Thomas Pell Platt (1798–1852) was an English orientalist.

Born in London, he was the son of Thomas Platt. After attending a school at Little Dunham, Norfolk, he was admitted at Trinity College, Cambridge, as pensioner on 25 Nov. 1815. He was elected scholar on 3 April 1818, minor fellow on 2 October 1820, and major fellow on 2 July 1823. He graduated B.A. in 1820, and M.A. in 1823. While at Cambridge he became connected with the British and Foreign Bible Society, and acted for some years as its librarian.

Platt was one of the earliest members of the Royal Asiatic Society, and sat on its oriental translation committee. He was also a Fellow of the Society of Antiquaries of London. He lived for many years at Child's Hill, Hampstead, dying at Dulwich Hill in Surrey, on 31 October 1852. He left an only son, Francis Thomas Platt.

In 1823 Platt published a catalogue of Ethiopian biblical manuscripts in the Royal Library of Paris and in the library of the British and Foreign Bible Society; and in succeeding years collated and edited for the Society texts of the New Testament. He made notes of the readings which particularly struck, in the Gospels; for the Acts and the Epistles he used only one manuscript and Brian Walton's text. In 1829 he also prepared an edition of the Syriac Gospels, and in 1844 edited an Amharic version of the Bible, using the translation of Abba Rukh for the Old Testament, and that of Abu Rumi Habessinus for the New.
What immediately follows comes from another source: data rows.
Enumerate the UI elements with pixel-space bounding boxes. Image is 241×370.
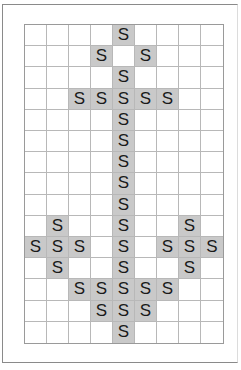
grid-cell-empty[interactable] bbox=[91, 322, 113, 343]
grid-cell-empty[interactable] bbox=[47, 89, 69, 110]
grid-cell-empty[interactable] bbox=[47, 25, 69, 46]
grid-cell-empty[interactable] bbox=[201, 173, 223, 194]
grid-cell-empty[interactable] bbox=[25, 131, 47, 152]
grid-cell-empty[interactable] bbox=[157, 46, 179, 67]
grid-cell-empty[interactable] bbox=[135, 216, 157, 237]
grid-cell-filled[interactable]: S bbox=[91, 301, 113, 322]
grid-cell-empty[interactable] bbox=[179, 279, 201, 300]
grid-cell-filled[interactable]: S bbox=[113, 216, 135, 237]
grid-cell-filled[interactable]: S bbox=[113, 173, 135, 194]
grid-cell-filled[interactable]: S bbox=[91, 46, 113, 67]
grid-cell-empty[interactable] bbox=[47, 67, 69, 88]
grid-cell-empty[interactable] bbox=[157, 216, 179, 237]
grid-cell-empty[interactable] bbox=[69, 46, 91, 67]
grid-cell-empty[interactable] bbox=[25, 46, 47, 67]
grid-cell-empty[interactable] bbox=[47, 322, 69, 343]
grid-cell-empty[interactable] bbox=[201, 46, 223, 67]
grid-cell-empty[interactable] bbox=[135, 258, 157, 279]
grid-cell-empty[interactable] bbox=[25, 258, 47, 279]
grid-cell-empty[interactable] bbox=[201, 258, 223, 279]
grid-cell-empty[interactable] bbox=[179, 173, 201, 194]
grid-cell-filled[interactable]: S bbox=[113, 25, 135, 46]
grid-cell-filled[interactable]: S bbox=[113, 237, 135, 258]
grid-cell-empty[interactable] bbox=[25, 216, 47, 237]
grid-cell-empty[interactable] bbox=[201, 25, 223, 46]
grid-cell-empty[interactable] bbox=[91, 110, 113, 131]
grid-cell-empty[interactable] bbox=[201, 301, 223, 322]
grid-cell-filled[interactable]: S bbox=[113, 301, 135, 322]
grid-cell-empty[interactable] bbox=[201, 131, 223, 152]
grid-cell-empty[interactable] bbox=[201, 322, 223, 343]
grid-cell-empty[interactable] bbox=[69, 173, 91, 194]
grid-cell-empty[interactable] bbox=[201, 89, 223, 110]
grid-cell-empty[interactable] bbox=[179, 110, 201, 131]
grid-cell-empty[interactable] bbox=[135, 67, 157, 88]
grid-cell-empty[interactable] bbox=[25, 301, 47, 322]
grid-cell-filled[interactable]: S bbox=[157, 89, 179, 110]
grid-cell-empty[interactable] bbox=[157, 25, 179, 46]
grid-cell-empty[interactable] bbox=[69, 258, 91, 279]
grid-cell-empty[interactable] bbox=[69, 25, 91, 46]
grid-cell-filled[interactable]: S bbox=[179, 237, 201, 258]
grid-cell-filled[interactable]: S bbox=[47, 258, 69, 279]
grid-cell-empty[interactable] bbox=[69, 216, 91, 237]
grid-cell-empty[interactable] bbox=[47, 46, 69, 67]
grid-cell-empty[interactable] bbox=[69, 152, 91, 173]
grid-cell-empty[interactable] bbox=[157, 322, 179, 343]
grid-cell-empty[interactable] bbox=[179, 25, 201, 46]
grid-cell-empty[interactable] bbox=[135, 152, 157, 173]
grid-cell-empty[interactable] bbox=[157, 301, 179, 322]
grid-cell-empty[interactable] bbox=[179, 89, 201, 110]
grid-cell-filled[interactable]: S bbox=[135, 89, 157, 110]
grid-cell-filled[interactable]: S bbox=[157, 279, 179, 300]
grid-cell-empty[interactable] bbox=[69, 67, 91, 88]
grid-cell-filled[interactable]: S bbox=[69, 237, 91, 258]
grid-cell-empty[interactable] bbox=[91, 258, 113, 279]
grid-cell-filled[interactable]: S bbox=[113, 195, 135, 216]
grid-cell-empty[interactable] bbox=[179, 46, 201, 67]
grid-cell-empty[interactable] bbox=[135, 110, 157, 131]
grid-cell-empty[interactable] bbox=[201, 279, 223, 300]
grid-cell-empty[interactable] bbox=[157, 173, 179, 194]
grid-cell-empty[interactable] bbox=[91, 173, 113, 194]
grid-cell-empty[interactable] bbox=[91, 131, 113, 152]
grid-cell-empty[interactable] bbox=[157, 67, 179, 88]
grid-cell-empty[interactable] bbox=[25, 173, 47, 194]
grid-cell-empty[interactable] bbox=[47, 110, 69, 131]
grid-cell-empty[interactable] bbox=[135, 195, 157, 216]
grid-cell-empty[interactable] bbox=[69, 301, 91, 322]
grid-cell-empty[interactable] bbox=[157, 258, 179, 279]
grid-cell-filled[interactable]: S bbox=[135, 279, 157, 300]
grid-cell-empty[interactable] bbox=[113, 46, 135, 67]
grid-cell-empty[interactable] bbox=[179, 152, 201, 173]
grid-cell-filled[interactable]: S bbox=[47, 237, 69, 258]
grid-cell-empty[interactable] bbox=[201, 67, 223, 88]
grid-cell-filled[interactable]: S bbox=[113, 322, 135, 343]
grid-cell-empty[interactable] bbox=[25, 152, 47, 173]
grid-cell-filled[interactable]: S bbox=[47, 216, 69, 237]
grid-cell-empty[interactable] bbox=[91, 152, 113, 173]
grid-cell-filled[interactable]: S bbox=[135, 301, 157, 322]
grid-cell-empty[interactable] bbox=[157, 195, 179, 216]
grid-cell-filled[interactable]: S bbox=[91, 89, 113, 110]
grid-cell-empty[interactable] bbox=[25, 110, 47, 131]
grid-cell-empty[interactable] bbox=[47, 173, 69, 194]
grid-cell-empty[interactable] bbox=[91, 67, 113, 88]
grid-cell-empty[interactable] bbox=[201, 195, 223, 216]
grid-cell-filled[interactable]: S bbox=[69, 279, 91, 300]
grid-cell-empty[interactable] bbox=[135, 131, 157, 152]
grid-cell-empty[interactable] bbox=[135, 173, 157, 194]
grid-cell-empty[interactable] bbox=[91, 195, 113, 216]
grid-cell-empty[interactable] bbox=[69, 110, 91, 131]
grid-cell-filled[interactable]: S bbox=[201, 237, 223, 258]
grid-cell-empty[interactable] bbox=[179, 131, 201, 152]
grid-cell-empty[interactable] bbox=[201, 152, 223, 173]
grid-cell-empty[interactable] bbox=[157, 131, 179, 152]
grid-cell-empty[interactable] bbox=[25, 322, 47, 343]
grid-cell-empty[interactable] bbox=[69, 131, 91, 152]
grid-cell-filled[interactable]: S bbox=[25, 237, 47, 258]
grid-cell-filled[interactable]: S bbox=[113, 152, 135, 173]
grid-cell-empty[interactable] bbox=[47, 301, 69, 322]
grid-cell-empty[interactable] bbox=[69, 195, 91, 216]
grid-cell-empty[interactable] bbox=[91, 25, 113, 46]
In 1827 Platt defended the British and Foreign Bible Society from an attack made on their publications in the Quarterly Review. In 1840, in a Letter to Dr. Pusey, he described his conversion from evangelical opinions to Tractarian views. He objected, however, to some of the Tractarian interpretations of the prophecies in the Old Testament.

Attribution

 This article incorporates text from a publication now in the public domainLee, Sidney, ed. (1896). "". Dictionary of National Biography. 45. London: Smith, Elder & Co.